Why do some files, which are not executables have the 'x' type.
When working out the POSIX-style attribute bits on a file stored on
certain filesystems (FAT, FAT32), the library has to fill out some information
not provided by these filesystems.
It guesses that files ending in .exe and .bat are executable, as are
ones which have a "#!" as their first characters. This guessing doesn't
take place on filesystems providing real permission information (NTFS, NFS),
unless you switch the permission handling off using the mount flag "noacl"
on these filesystems.
How secure is Cygwin in a multi-user environment?
As of version 1.5.13, the Cygwin developers are not aware of any feature
in the cygwin dll that would allow users to gain privileges or to access
objects to which they have no rights under Windows. However there is no
guarantee that Cygwin is as secure as the Windows it runs on. Cygwin
processes share some variables and are thus easier targets of denial of
service type of attacks.
How do the net-related functions work?
The network support in Cygwin is supposed to provide the POSIX API, not
the Winsock API.
There are differences between the semantics of functions with the same
name under the API.
E.g., the POSIX select system call can wait on a standard file handles
and handles to sockets. The select call in Winsock can only wait on
sockets. Because of this, the Cygwin dll does a lot of nasty stuff behind
the scenes, trying to persuade various Winsock/Win32 functions to do what
a Unix select would do.
If you are porting an application which already uses Winsock, then
porting the application to Cygwin means to port the application to using
the POSIX net functions. You should never mix Cygwin net functions with
direct calls to Winsock functions. If you use Cygwin, use the POSIX API.
I don't want Unix sockets, how do I use normal Win32 winsock?
You don't. Look for the MingW project to port applications using
native Win32/Winsock functions.
What version numbers are associated with Cygwin?
Cygwin versioning is relatively complicated because of its status as a
shared library. First of all, since October 1998 every Cygwin DLL has
been named cygwin1.dll and has a 1 in the release name.

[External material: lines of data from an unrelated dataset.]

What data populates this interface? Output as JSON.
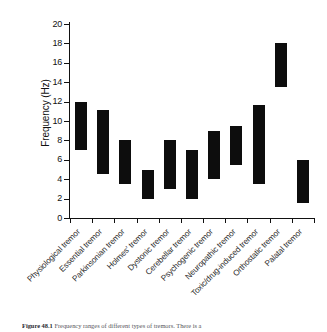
{
  "figure": {
    "caption_label": "Figure 48.1",
    "caption_text": "Frequency ranges of different types of tremors. There is a"
  },
  "chart_data": {
    "type": "bar",
    "subtype": "floating-range-bar",
    "title": "",
    "xlabel": "",
    "ylabel": "Frequency (Hz)",
    "ylim": [
      0,
      20
    ],
    "ytick_step": 2,
    "yticks": [
      20,
      18,
      16,
      14,
      12,
      10,
      8,
      6,
      4,
      2,
      0
    ],
    "grid": false,
    "legend": false,
    "bar_color": "#0d0d0d",
    "axis_color": "#111111",
    "categories": [
      "Physiological tremor",
      "Essential tremor",
      "Parkinsonian tremor",
      "Holmes' tremor",
      "Dystonic tremor",
      "Cerebellar tremor",
      "Psychogenic tremor",
      "Neuropathic tremor",
      "Toxic/drug-induced tremor",
      "Orthostatic tremor",
      "Palatal tremor"
    ],
    "series": [
      {
        "name": "Low frequency (Hz)",
        "values": [
          7.0,
          4.5,
          3.5,
          2.0,
          3.0,
          2.0,
          4.0,
          5.5,
          3.5,
          13.5,
          1.5
        ]
      },
      {
        "name": "High frequency (Hz)",
        "values": [
          12.0,
          11.1,
          8.0,
          5.0,
          8.0,
          7.0,
          9.0,
          9.5,
          11.6,
          18.0,
          6.0
        ]
      }
    ],
    "ranges": [
      {
        "category": "Physiological tremor",
        "low": 7.0,
        "high": 12.0
      },
      {
        "category": "Essential tremor",
        "low": 4.5,
        "high": 11.1
      },
      {
        "category": "Parkinsonian tremor",
        "low": 3.5,
        "high": 8.0
      },
      {
        "category": "Holmes' tremor",
        "low": 2.0,
        "high": 5.0
      },
      {
        "category": "Dystonic tremor",
        "low": 3.0,
        "high": 8.0
      },
      {
        "category": "Cerebellar tremor",
        "low": 2.0,
        "high": 7.0
      },
      {
        "category": "Psychogenic tremor",
        "low": 4.0,
        "high": 9.0
      },
      {
        "category": "Neuropathic tremor",
        "low": 5.5,
        "high": 9.5
      },
      {
        "category": "Toxic/drug-induced tremor",
        "low": 3.5,
        "high": 11.6
      },
      {
        "category": "Orthostatic tremor",
        "low": 13.5,
        "high": 18.0
      },
      {
        "category": "Palatal tremor",
        "low": 1.5,
        "high": 6.0
      }
    ]
  }
}
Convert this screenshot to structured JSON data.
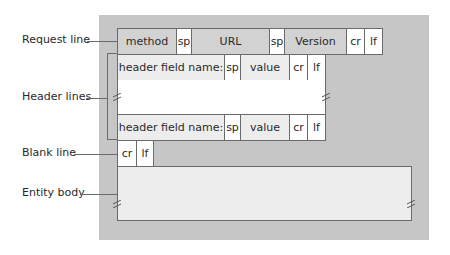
{
  "labels": {
    "request_line": "Request line",
    "header_lines": "Header lines",
    "blank_line": "Blank line",
    "entity_body": "Entity body"
  },
  "request_line": {
    "method": "method",
    "sp1": "sp",
    "url": "URL",
    "sp2": "sp",
    "version": "Version",
    "cr": "cr",
    "lf": "lf"
  },
  "header_rows": [
    {
      "name": "header field name:",
      "sp": "sp",
      "value": "value",
      "cr": "cr",
      "lf": "lf"
    },
    {
      "name": "header field name:",
      "sp": "sp",
      "value": "value",
      "cr": "cr",
      "lf": "lf"
    }
  ],
  "blank_line": {
    "cr": "cr",
    "lf": "lf"
  },
  "colors": {
    "background_panel": "#c6c6c6",
    "mid_cell": "#d2d2d2",
    "light_cell": "#ededed",
    "white_cell": "#ffffff",
    "border": "#6a6a6a"
  }
}
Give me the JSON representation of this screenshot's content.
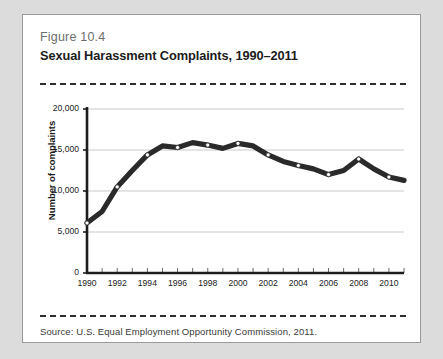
{
  "figure": {
    "number": "Figure 10.4",
    "title": "Sexual Harassment Complaints, 1990–2011",
    "source": "Source:  U.S. Equal Employment Opportunity Commission, 2011."
  },
  "colors": {
    "page_background": "#dcdcdc",
    "card_background": "#ffffff",
    "card_border": "#9a9a9a",
    "rule": "#2f2f2f",
    "line": "#2a2a2a",
    "marker_fill": "#ffffff",
    "gridline": "#c9c9c9",
    "axis": "#1c1c1c",
    "figure_number_text": "#6d6d6d",
    "title_text": "#1c1c1c"
  },
  "chart_data": {
    "type": "line",
    "title": "Sexual Harassment Complaints, 1990–2011",
    "xlabel": "",
    "ylabel": "Number of complaints",
    "xlim": [
      1990,
      2011
    ],
    "ylim": [
      0,
      20000
    ],
    "grid": true,
    "legend": "none",
    "ytick_labels": [
      "0",
      "5,000",
      "10,000",
      "15,000",
      "20,000"
    ],
    "ytick_values": [
      0,
      5000,
      10000,
      15000,
      20000
    ],
    "xtick_labels": [
      "1990",
      "1992",
      "1994",
      "1996",
      "1998",
      "2000",
      "2002",
      "2004",
      "2006",
      "2008",
      "2010"
    ],
    "xtick_values": [
      1990,
      1992,
      1994,
      1996,
      1998,
      2000,
      2002,
      2004,
      2006,
      2008,
      2010
    ],
    "x": [
      1990,
      1991,
      1992,
      1993,
      1994,
      1995,
      1996,
      1997,
      1998,
      1999,
      2000,
      2001,
      2002,
      2003,
      2004,
      2005,
      2006,
      2007,
      2008,
      2009,
      2010,
      2011
    ],
    "series": [
      {
        "name": "Number of complaints",
        "values": [
          6100,
          7500,
          10500,
          12500,
          14400,
          15500,
          15300,
          15900,
          15600,
          15200,
          15800,
          15500,
          14400,
          13600,
          13100,
          12700,
          12000,
          12500,
          13900,
          12700,
          11700,
          11300
        ]
      }
    ]
  }
}
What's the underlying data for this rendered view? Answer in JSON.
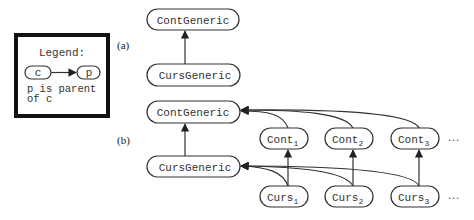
{
  "legend": {
    "title": "Legend:",
    "child_node": "c",
    "parent_node": "p",
    "description_line1": "p is parent",
    "description_line2": "of c"
  },
  "part_a": {
    "label": "(a)",
    "top_node": "ContGeneric",
    "bottom_node": "CursGeneric"
  },
  "part_b": {
    "label": "(b)",
    "cont_generic": "ContGeneric",
    "curs_generic": "CursGeneric",
    "cont_nodes": [
      {
        "base": "Cont",
        "sub": "1"
      },
      {
        "base": "Cont",
        "sub": "2"
      },
      {
        "base": "Cont",
        "sub": "3"
      }
    ],
    "curs_nodes": [
      {
        "base": "Curs",
        "sub": "1"
      },
      {
        "base": "Curs",
        "sub": "2"
      },
      {
        "base": "Curs",
        "sub": "3"
      }
    ],
    "ellipsis": "..."
  },
  "colors": {
    "stroke": "#333333",
    "legend_border": "#111111",
    "background": "#ffffff"
  }
}
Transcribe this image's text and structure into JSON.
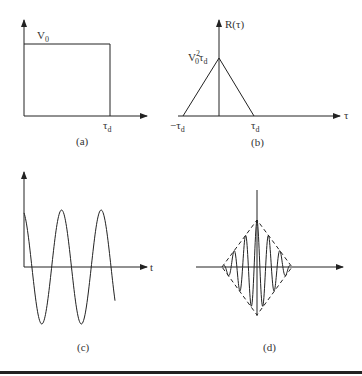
{
  "panels": {
    "a": {
      "caption": "(a)",
      "y_label": "V",
      "y_label_sub": "0",
      "x_tick": "τ",
      "x_tick_sub": "d",
      "description": "Rectangular pulse of height V0 from 0 to τd"
    },
    "b": {
      "caption": "(b)",
      "y_label": "R(τ)",
      "peak_label": "V",
      "peak_label_sub": "0",
      "peak_label_sup": "2",
      "peak_label_tail": "τ",
      "peak_label_tail_sub": "d",
      "x_tick_left": "−τ",
      "x_tick_left_sub": "d",
      "x_tick_right": "τ",
      "x_tick_right_sub": "d",
      "x_label": "τ",
      "description": "Triangular autocorrelation with peak V0²τd spanning −τd to τd"
    },
    "c": {
      "caption": "(c)",
      "x_label": "t",
      "description": "Truncated cosine waveform"
    },
    "d": {
      "caption": "(d)",
      "description": "Oscillating autocorrelation within dashed triangular envelope"
    }
  },
  "chart_data": [
    {
      "type": "line",
      "title": "(a)",
      "x": [
        0,
        0,
        1,
        1
      ],
      "y": [
        0,
        1,
        1,
        0
      ],
      "xlabel": "",
      "ylabel": "V0",
      "ticks": [
        "τd"
      ]
    },
    {
      "type": "line",
      "title": "(b)",
      "x": [
        -1,
        0,
        1
      ],
      "y": [
        0,
        1,
        0
      ],
      "xlabel": "τ",
      "ylabel": "R(τ)",
      "ticks": [
        "−τd",
        "τd"
      ],
      "annotations": [
        "V0²τd"
      ]
    },
    {
      "type": "line",
      "title": "(c)",
      "description": "cosine, ~2.25 cycles",
      "xlabel": "t"
    },
    {
      "type": "line",
      "title": "(d)",
      "description": "cosine modulated by triangular envelope (dashed)"
    }
  ]
}
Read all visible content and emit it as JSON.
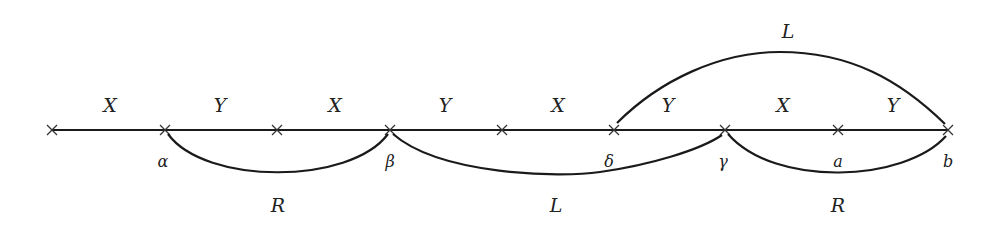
{
  "diagram": {
    "type": "number-line-with-arcs",
    "baseline": {
      "y": 130,
      "x_start": 52,
      "x_end": 948
    },
    "ticks": [
      52,
      165,
      277,
      390,
      502,
      614,
      725,
      838,
      948
    ],
    "segment_labels": [
      {
        "text": "X",
        "x": 110
      },
      {
        "text": "Y",
        "x": 220
      },
      {
        "text": "X",
        "x": 335
      },
      {
        "text": "Y",
        "x": 445
      },
      {
        "text": "X",
        "x": 558
      },
      {
        "text": "Y",
        "x": 668
      },
      {
        "text": "X",
        "x": 783
      },
      {
        "text": "Y",
        "x": 893
      }
    ],
    "point_labels": [
      {
        "text": "α",
        "x": 163
      },
      {
        "text": "β",
        "x": 390
      },
      {
        "text": "δ",
        "x": 609
      },
      {
        "text": "γ",
        "x": 723
      },
      {
        "text": "a",
        "x": 838
      },
      {
        "text": "b",
        "x": 948
      }
    ],
    "arcs": [
      {
        "label": "R",
        "from": "α",
        "to": "β",
        "side": "below",
        "label_x": 278,
        "label_y": 212
      },
      {
        "label": "L",
        "from": "β",
        "to": "γ",
        "side": "below",
        "label_x": 556,
        "label_y": 212
      },
      {
        "label": "R",
        "from": "γ",
        "to": "b",
        "side": "below",
        "label_x": 838,
        "label_y": 212
      },
      {
        "label": "L",
        "from": "δ",
        "to": "b",
        "side": "above",
        "label_x": 788,
        "label_y": 38
      }
    ]
  }
}
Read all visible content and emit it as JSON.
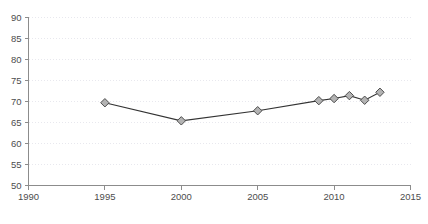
{
  "chart_data": {
    "type": "line",
    "title": "",
    "subtitle": "",
    "xlabel": "",
    "ylabel": "",
    "xlim": [
      1990,
      2015
    ],
    "ylim": [
      50,
      90
    ],
    "grid": true,
    "legend": false,
    "x_ticks": [
      "1990",
      "1995",
      "2000",
      "2005",
      "2010",
      "2015"
    ],
    "x_tick_values": [
      1990,
      1995,
      2000,
      2005,
      2010,
      2015
    ],
    "y_ticks": [
      "50",
      "55",
      "60",
      "65",
      "70",
      "75",
      "80",
      "85",
      "90"
    ],
    "y_tick_values": [
      50,
      55,
      60,
      65,
      70,
      75,
      80,
      85,
      90
    ],
    "marker": "diamond",
    "series": [
      {
        "name": "series-1",
        "color": "#333333",
        "marker_fill": "#b3b3b3",
        "marker_stroke": "#4d4d4d",
        "x": [
          1995,
          2000,
          2005,
          2009,
          2010,
          2011,
          2012,
          2013
        ],
        "values": [
          69.7,
          65.4,
          67.8,
          70.2,
          70.7,
          71.4,
          70.3,
          72.2
        ],
        "points": [
          {
            "x": 1995,
            "y": 69.7
          },
          {
            "x": 2000,
            "y": 65.4
          },
          {
            "x": 2005,
            "y": 67.8
          },
          {
            "x": 2009,
            "y": 70.2
          },
          {
            "x": 2010,
            "y": 70.7
          },
          {
            "x": 2011,
            "y": 71.4
          },
          {
            "x": 2012,
            "y": 70.3
          },
          {
            "x": 2013,
            "y": 72.2
          }
        ]
      }
    ]
  },
  "colors": {
    "background": "#ffffff",
    "axis": "#8c8c8c",
    "grid": "#e8e8ee",
    "line": "#333333",
    "marker_fill": "#b3b3b3",
    "marker_stroke": "#4d4d4d",
    "tick_text": "#4d4d4d"
  }
}
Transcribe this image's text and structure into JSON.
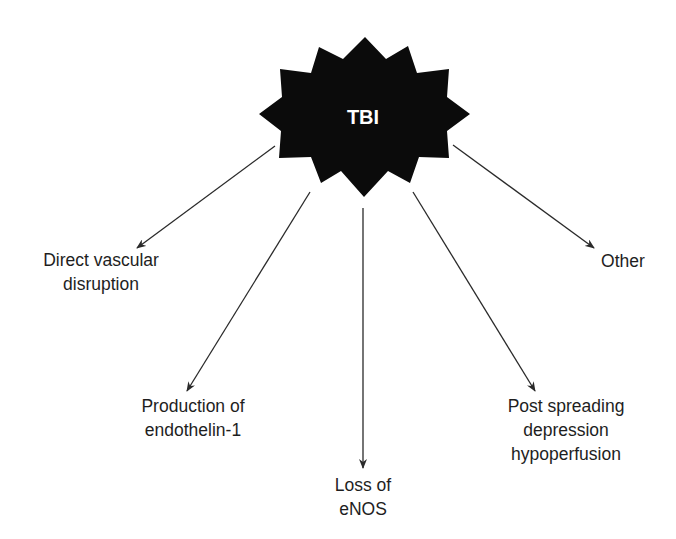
{
  "diagram": {
    "center": {
      "label": "TBI",
      "shape": "12-point starburst",
      "fill_color": "#0b0b0b",
      "text_color": "#ffffff"
    },
    "branches": [
      {
        "id": "direct-vascular-disruption",
        "lines": [
          "Direct vascular",
          "disruption"
        ]
      },
      {
        "id": "production-of-endothelin-1",
        "lines": [
          "Production of",
          "endothelin-1"
        ]
      },
      {
        "id": "loss-of-enos",
        "lines": [
          "Loss of",
          "eNOS"
        ]
      },
      {
        "id": "post-spreading-depression-hypoperfusion",
        "lines": [
          "Post spreading",
          "depression",
          "hypoperfusion"
        ]
      },
      {
        "id": "other",
        "lines": [
          "Other"
        ]
      }
    ],
    "colors": {
      "background": "#ffffff",
      "arrow": "#2a2a2a",
      "text": "#1e1e1e"
    }
  }
}
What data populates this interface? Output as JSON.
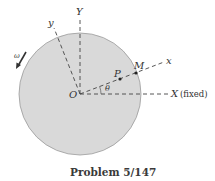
{
  "diagram": {
    "labels": {
      "Y": "Y",
      "y": "y",
      "x": "x",
      "X": "X",
      "fixed": "(fixed)",
      "O": "O",
      "P": "P",
      "M": "M",
      "theta": "θ",
      "omega": "ω"
    },
    "caption": "Problem 5/147",
    "colors": {
      "disc_fill": "#d9d9d9",
      "disc_stroke": "#9a9a9a",
      "line": "#444444"
    }
  }
}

Additionally, there are DLL major and minor numbers that correspond to
the name of the release, and a release number. In other words,
cygwin-1.7.1-2 is cygwin1.dll, major version 7, minor
version 1, release 2.
The cygwin1.dll major version number gets incremented
only when a change is made that makes existing software incompatible. For
example, the first major version 5 release, cygwin-1.5.0-1, added 64-bit
file I/O operations, which required many libraries to be recompiled and
relinked. The minor version changes every time we make a new backward
compatible Cygwin release available. There is also a
cygwin1.dll release version number. The release number
is only incremented if we update an existing release in a way that does not
effect the DLL (like a missing header file).
There are also Cygwin API major and minor numbers. The major number
tracks important non-backward-compatible interface changes to the API.
An executable linked with an earlier major number will not be compatible
with the latest DLL. The minor number tracks significant API additions
or changes that will not break older executables but may be required by
newly compiled ones.
Then there is a shared memory region compatibility version number. It is
incremented when incompatible changes are made to the shared memory
region or to any named shared mutexes, semaphores, etc. For more exciting
Cygwin version number details, check out the
/usr/include/cygwin/version.h file.
Why isn't timezone set correctly?
(Please note: This section has not yet been updated for the latest net release.)
Did you explicitly call tzset() before checking the value of timezone?
If not, you must do so.
Is there a mouse interface?
If you're using X then use the X API to handle mouse events.
In a Windows console window you can enable and capture mouse events
using the xterm escape sequences for mouse events.